One killed, 89 injured in East Midlands Railway train collision near Bedford
One person died and 89 others were hurt after two East Midlands Railway trains collided near Bedford. Investigators are now examining signaling, track conditions and maintenance.

A collision between two East Midlands Railway passenger trains near Bedford killed at least one person and injured 89 others, turning a Friday evening journey into a major rail emergency south of the town. British Transport Police declared a major incident as investigators moved to determine why the trains came together near the Elstow interchange on the line between Bedford and Luton.
The crash happened around 5:12 p.m. to 5:15 p.m. BST, and authorities have not yet said what triggered it. The first questions are expected to focus on signaling, track conditions, operator actions and maintenance, as police, Network Rail and emergency services work through the scene and piece together the sequence of events.

The East of England Ambulance Service said 89 people were injured in total, including 11 with very serious injuries, 22 seriously injured and 56 with minor injuries. That scale of harm, alongside the death of one person, made the incident one of the most serious rail emergencies in the region in recent memory.
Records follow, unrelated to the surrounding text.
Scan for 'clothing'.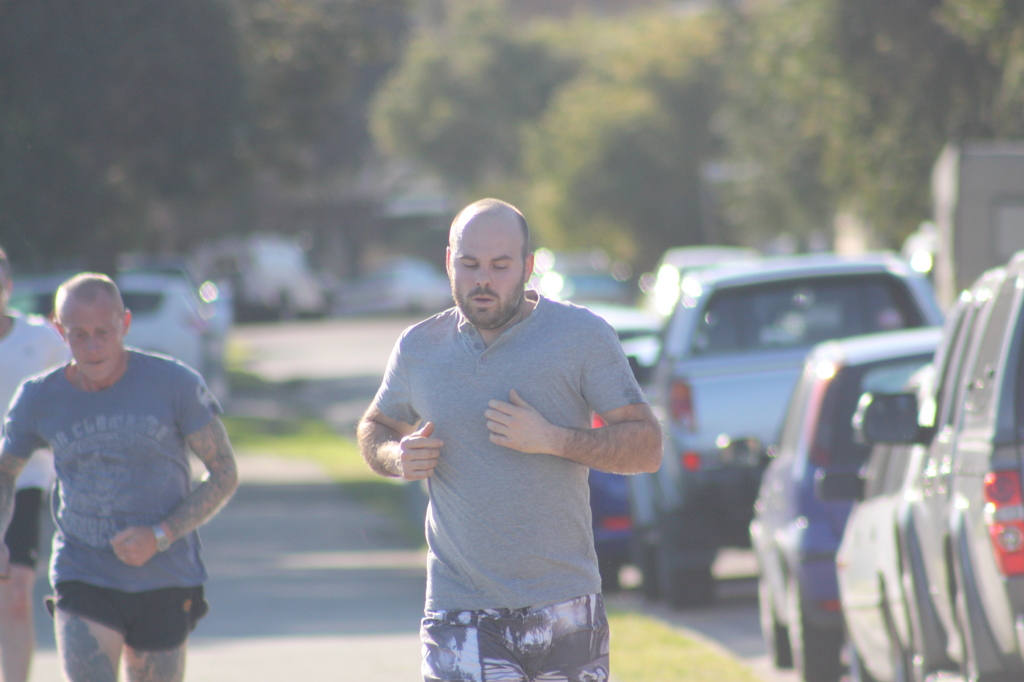
Scan result: bbox=[0, 352, 208, 610].
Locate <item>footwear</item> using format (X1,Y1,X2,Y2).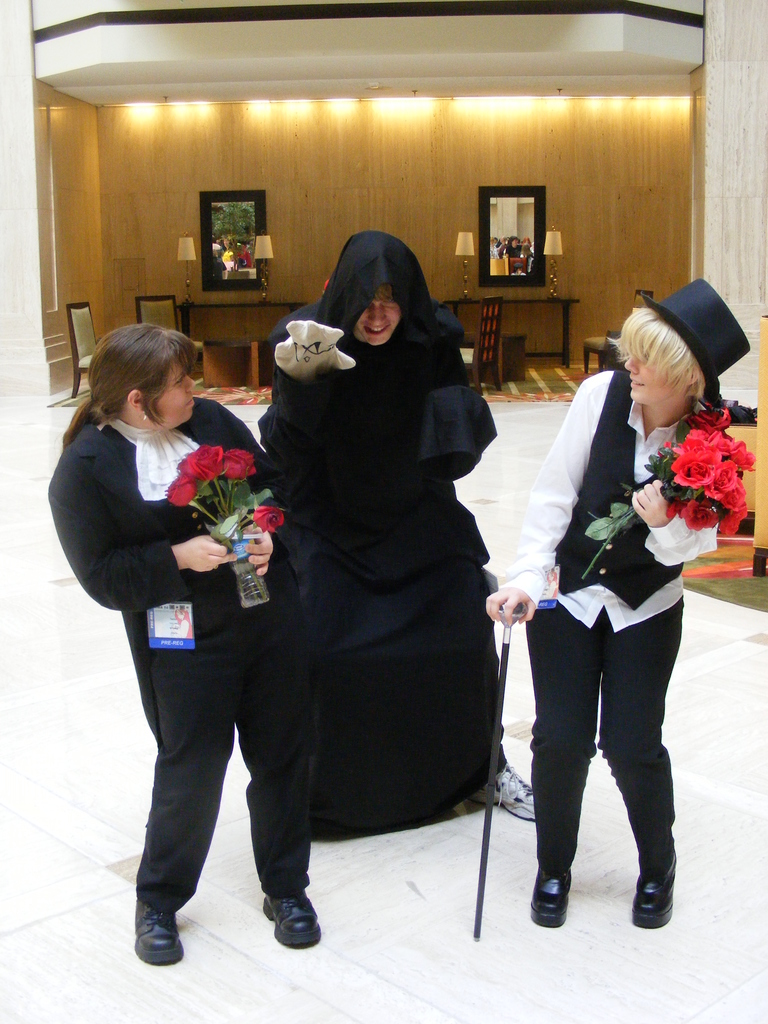
(628,845,676,924).
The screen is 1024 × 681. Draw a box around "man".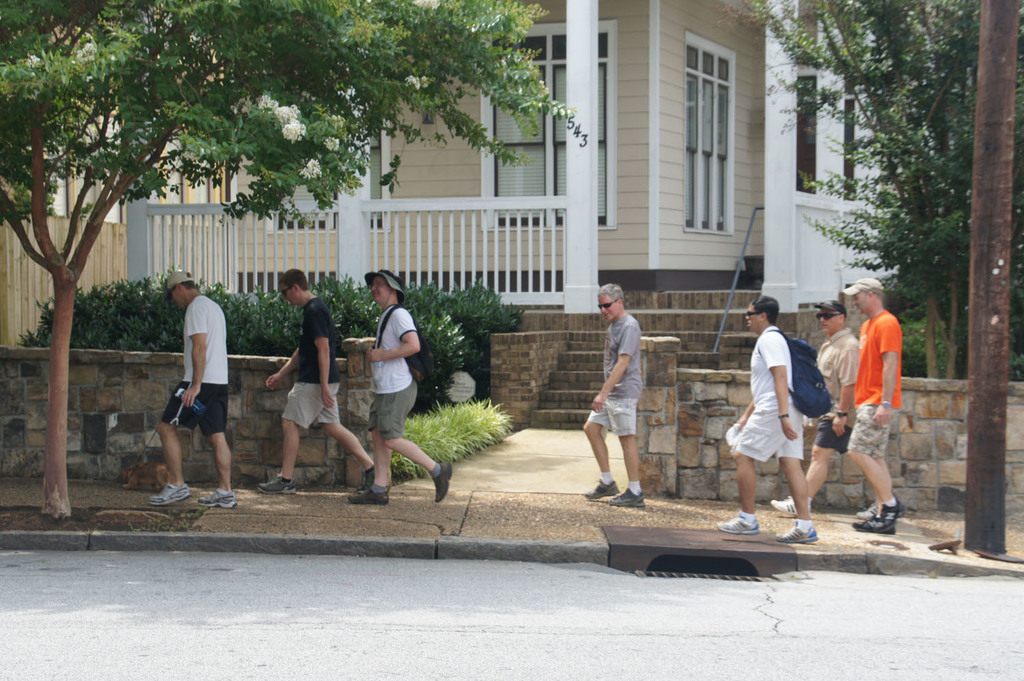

Transport Secretary Heidi Alexander said the trains involved were East Midlands Railway services. East Midlands Railway said it could not run services in or out of London for the rest of the day and advised passengers to use alternative routes, as the collision caused major disruption across the rail network serving the capital.
Prime Minister Sir Keir Starmer called the reports “hugely concerning.” British Transport Police said officers were continuing to respond to the collision and working to establish exactly what happened, while the emergency response remained concentrated around the Bedford area north of London.
The incident has put rail safety under renewed scrutiny on a busy corridor linking Bedford, Luton and London. With the cause still under examination, the most urgent task for investigators is to reconstruct how two passenger trains ended up in the same place at the same time and whether a failure in signaling, infrastructure, operations or maintenance allowed the collision to happen.